1986 Di Terra
19
The unforseeable quality of a work of art, the impossibility of deducing it from what already exists, is the conceptual link which connects, in spite[read]of their different formal and linguistic features, Ascari’s installation works with those of the subsequent period: in this phase, the artist’s attention became focussed on painting and sculpture and the problems which each of these modes of expression involves, preserving the active relationship with the surrounding space as an element across which each work weaves relationships going beyond the simple representative intentions. Everything may he called into question and is quite consciously called into question since the death of every transcendental basic underlying the world of the senses entails the complete autonomy of the senses and thus places art above all else. It is in this context that works like the four large sculptures have their being as pure events on the gross material plane: sculptures in terracotta, alabaster and glazed terracotta, presented at a personal exhibition by the artist at the Palazzo dei Priori in Volterra, and the subsequent works Probabile Blù, Questo quello e, Due volti e uno, Se la spassa nel fuoco, Fortepiano, Cratere, Di terra, Carbone + carta, Carta + Oro + tela, Tela Cartone + Ossido di ferro, Combustione. All of these works are characterized by an ambiguous methodology, a result of the mutual encroachment of sculpture and painting.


**Problem to solve**: Every line of the material that holds "side" should be counted; give the number and nothing more.

**Material provided**:
▬▬▬▬▬▬▬▬▬▬

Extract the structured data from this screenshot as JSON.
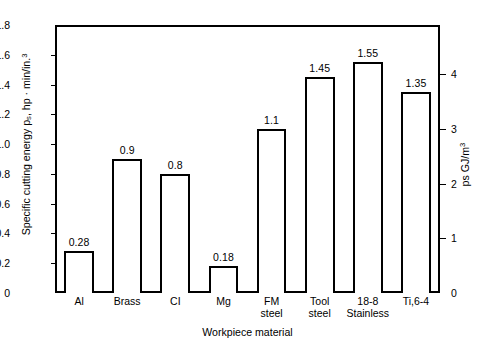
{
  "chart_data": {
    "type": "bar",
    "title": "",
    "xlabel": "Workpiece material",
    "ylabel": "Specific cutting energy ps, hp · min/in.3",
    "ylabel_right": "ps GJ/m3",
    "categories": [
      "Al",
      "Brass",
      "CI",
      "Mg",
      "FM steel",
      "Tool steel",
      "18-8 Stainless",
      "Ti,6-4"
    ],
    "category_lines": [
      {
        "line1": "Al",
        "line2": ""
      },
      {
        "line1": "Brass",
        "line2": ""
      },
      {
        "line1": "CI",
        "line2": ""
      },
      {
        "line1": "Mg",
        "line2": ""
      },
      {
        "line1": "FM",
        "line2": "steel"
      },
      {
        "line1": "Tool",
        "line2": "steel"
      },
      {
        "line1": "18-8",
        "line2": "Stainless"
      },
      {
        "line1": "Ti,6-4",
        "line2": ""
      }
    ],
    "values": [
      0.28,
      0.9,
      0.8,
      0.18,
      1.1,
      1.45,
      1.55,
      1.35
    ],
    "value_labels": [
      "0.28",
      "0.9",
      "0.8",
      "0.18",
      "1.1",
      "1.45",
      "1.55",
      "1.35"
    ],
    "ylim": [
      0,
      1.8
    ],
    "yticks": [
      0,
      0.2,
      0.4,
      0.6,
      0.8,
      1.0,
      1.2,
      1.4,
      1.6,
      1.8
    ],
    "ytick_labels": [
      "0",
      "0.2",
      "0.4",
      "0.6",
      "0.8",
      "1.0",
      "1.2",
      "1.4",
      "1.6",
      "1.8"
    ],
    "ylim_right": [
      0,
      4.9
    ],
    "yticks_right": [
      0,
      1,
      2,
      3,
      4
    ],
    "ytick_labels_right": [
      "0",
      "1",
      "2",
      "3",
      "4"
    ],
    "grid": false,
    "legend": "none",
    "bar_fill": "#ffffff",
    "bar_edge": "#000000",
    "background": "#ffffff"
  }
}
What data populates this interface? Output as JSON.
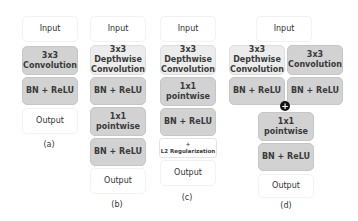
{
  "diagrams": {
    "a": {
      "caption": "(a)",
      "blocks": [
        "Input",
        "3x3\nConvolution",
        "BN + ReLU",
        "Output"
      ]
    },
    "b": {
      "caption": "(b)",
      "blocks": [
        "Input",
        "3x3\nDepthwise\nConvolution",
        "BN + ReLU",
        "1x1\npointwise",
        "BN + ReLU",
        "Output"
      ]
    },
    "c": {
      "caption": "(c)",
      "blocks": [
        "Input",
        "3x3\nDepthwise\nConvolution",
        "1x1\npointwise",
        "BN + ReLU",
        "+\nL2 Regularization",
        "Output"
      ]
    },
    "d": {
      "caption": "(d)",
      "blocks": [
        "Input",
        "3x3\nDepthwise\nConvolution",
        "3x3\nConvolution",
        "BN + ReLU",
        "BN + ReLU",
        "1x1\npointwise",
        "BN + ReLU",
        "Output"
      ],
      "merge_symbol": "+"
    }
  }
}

▬▬▬▬▬▬▬▬▬▬

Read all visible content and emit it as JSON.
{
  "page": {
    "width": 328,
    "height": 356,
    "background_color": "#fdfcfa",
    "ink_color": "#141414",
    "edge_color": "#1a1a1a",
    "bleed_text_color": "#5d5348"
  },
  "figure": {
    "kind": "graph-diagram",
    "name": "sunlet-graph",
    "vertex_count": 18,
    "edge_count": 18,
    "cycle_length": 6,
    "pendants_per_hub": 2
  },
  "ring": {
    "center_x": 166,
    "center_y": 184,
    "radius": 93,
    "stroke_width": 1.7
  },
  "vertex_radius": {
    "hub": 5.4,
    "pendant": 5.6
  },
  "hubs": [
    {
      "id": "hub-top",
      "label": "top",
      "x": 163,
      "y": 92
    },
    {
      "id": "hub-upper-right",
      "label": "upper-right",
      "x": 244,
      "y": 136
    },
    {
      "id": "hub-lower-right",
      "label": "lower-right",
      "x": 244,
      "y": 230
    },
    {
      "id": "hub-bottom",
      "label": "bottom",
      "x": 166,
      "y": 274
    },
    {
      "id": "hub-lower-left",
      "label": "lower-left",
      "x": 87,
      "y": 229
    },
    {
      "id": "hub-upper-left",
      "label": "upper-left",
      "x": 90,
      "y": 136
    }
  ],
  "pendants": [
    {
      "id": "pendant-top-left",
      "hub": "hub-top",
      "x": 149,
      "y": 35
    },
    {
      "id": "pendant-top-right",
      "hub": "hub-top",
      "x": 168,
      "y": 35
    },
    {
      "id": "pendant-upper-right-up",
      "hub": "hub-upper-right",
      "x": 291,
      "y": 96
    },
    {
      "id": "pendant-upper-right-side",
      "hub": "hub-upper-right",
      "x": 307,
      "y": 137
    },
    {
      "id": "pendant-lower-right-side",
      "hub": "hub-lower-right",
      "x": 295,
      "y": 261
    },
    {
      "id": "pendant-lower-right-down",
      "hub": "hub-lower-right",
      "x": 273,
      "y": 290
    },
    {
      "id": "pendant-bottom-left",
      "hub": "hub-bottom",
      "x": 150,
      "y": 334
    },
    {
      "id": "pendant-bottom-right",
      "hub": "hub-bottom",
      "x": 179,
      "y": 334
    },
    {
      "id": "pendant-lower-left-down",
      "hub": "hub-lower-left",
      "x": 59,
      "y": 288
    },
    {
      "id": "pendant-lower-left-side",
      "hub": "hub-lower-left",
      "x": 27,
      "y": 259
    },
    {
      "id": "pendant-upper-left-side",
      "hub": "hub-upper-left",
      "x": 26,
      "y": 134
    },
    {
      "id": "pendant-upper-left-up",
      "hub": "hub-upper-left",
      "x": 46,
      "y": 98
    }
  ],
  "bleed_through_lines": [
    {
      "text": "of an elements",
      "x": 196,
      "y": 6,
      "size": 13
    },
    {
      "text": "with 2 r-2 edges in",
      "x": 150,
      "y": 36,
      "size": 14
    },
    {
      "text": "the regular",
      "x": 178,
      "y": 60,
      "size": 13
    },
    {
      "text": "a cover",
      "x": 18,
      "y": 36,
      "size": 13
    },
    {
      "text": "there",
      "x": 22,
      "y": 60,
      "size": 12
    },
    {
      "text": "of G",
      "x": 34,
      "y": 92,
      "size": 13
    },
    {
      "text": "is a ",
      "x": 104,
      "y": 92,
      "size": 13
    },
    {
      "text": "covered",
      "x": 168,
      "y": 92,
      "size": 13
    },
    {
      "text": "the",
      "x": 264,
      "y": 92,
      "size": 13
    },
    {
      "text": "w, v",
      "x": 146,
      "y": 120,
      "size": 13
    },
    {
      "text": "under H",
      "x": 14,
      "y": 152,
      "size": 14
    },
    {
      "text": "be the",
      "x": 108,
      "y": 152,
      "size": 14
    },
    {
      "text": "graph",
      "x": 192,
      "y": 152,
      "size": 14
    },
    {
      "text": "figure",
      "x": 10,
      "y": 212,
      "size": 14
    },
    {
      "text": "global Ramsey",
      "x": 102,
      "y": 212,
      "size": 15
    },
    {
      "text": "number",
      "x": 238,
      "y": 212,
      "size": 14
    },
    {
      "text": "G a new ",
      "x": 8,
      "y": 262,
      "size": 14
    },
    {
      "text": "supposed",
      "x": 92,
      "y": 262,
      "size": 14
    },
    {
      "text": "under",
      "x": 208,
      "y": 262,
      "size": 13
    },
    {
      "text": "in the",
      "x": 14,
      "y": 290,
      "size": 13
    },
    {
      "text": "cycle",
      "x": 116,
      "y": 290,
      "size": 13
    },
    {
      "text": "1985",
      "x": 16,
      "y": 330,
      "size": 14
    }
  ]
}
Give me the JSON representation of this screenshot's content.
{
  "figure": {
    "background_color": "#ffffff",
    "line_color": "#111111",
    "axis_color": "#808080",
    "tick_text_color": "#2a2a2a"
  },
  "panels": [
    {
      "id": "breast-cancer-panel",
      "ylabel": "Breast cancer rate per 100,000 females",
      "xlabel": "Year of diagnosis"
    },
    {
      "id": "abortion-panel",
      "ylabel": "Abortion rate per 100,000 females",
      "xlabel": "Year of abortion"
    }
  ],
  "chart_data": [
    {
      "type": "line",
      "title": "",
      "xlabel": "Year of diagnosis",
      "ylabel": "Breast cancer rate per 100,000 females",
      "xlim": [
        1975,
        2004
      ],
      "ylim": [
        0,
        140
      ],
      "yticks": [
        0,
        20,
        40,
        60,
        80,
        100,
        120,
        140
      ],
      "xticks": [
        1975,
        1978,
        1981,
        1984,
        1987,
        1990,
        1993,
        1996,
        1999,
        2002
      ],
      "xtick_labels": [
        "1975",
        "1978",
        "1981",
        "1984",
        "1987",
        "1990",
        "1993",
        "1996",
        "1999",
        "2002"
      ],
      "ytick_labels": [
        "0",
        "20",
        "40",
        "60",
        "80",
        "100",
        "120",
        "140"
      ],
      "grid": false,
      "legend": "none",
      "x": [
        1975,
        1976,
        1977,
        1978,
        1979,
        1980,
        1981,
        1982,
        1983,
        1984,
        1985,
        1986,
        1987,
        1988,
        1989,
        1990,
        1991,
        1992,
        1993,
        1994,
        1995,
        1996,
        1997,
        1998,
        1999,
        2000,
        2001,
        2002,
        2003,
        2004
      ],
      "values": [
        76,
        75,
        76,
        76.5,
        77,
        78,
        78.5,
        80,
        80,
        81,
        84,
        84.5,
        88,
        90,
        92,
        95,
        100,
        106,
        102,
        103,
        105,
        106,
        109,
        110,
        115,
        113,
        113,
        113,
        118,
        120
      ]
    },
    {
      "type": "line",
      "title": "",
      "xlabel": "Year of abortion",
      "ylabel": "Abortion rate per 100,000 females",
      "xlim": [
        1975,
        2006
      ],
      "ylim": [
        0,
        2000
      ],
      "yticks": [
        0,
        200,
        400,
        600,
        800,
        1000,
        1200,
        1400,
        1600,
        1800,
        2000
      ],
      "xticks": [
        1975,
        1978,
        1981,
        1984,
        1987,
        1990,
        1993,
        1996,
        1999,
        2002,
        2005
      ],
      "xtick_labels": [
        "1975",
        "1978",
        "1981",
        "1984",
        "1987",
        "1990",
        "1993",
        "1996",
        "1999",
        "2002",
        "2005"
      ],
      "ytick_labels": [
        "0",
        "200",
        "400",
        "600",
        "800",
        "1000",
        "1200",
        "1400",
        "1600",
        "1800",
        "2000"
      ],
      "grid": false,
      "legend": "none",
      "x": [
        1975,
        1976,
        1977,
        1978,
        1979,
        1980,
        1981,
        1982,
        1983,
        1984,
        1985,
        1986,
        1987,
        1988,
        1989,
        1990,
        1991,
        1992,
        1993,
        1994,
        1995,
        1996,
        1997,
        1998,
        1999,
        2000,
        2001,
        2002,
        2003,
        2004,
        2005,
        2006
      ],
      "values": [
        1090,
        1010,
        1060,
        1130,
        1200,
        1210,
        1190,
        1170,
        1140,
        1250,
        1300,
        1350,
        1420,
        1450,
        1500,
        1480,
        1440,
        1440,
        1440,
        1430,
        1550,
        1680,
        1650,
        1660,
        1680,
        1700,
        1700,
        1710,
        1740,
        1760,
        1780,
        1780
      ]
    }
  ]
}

▬▬▬▬▬▬▬▬▬▬

**Your response**: 4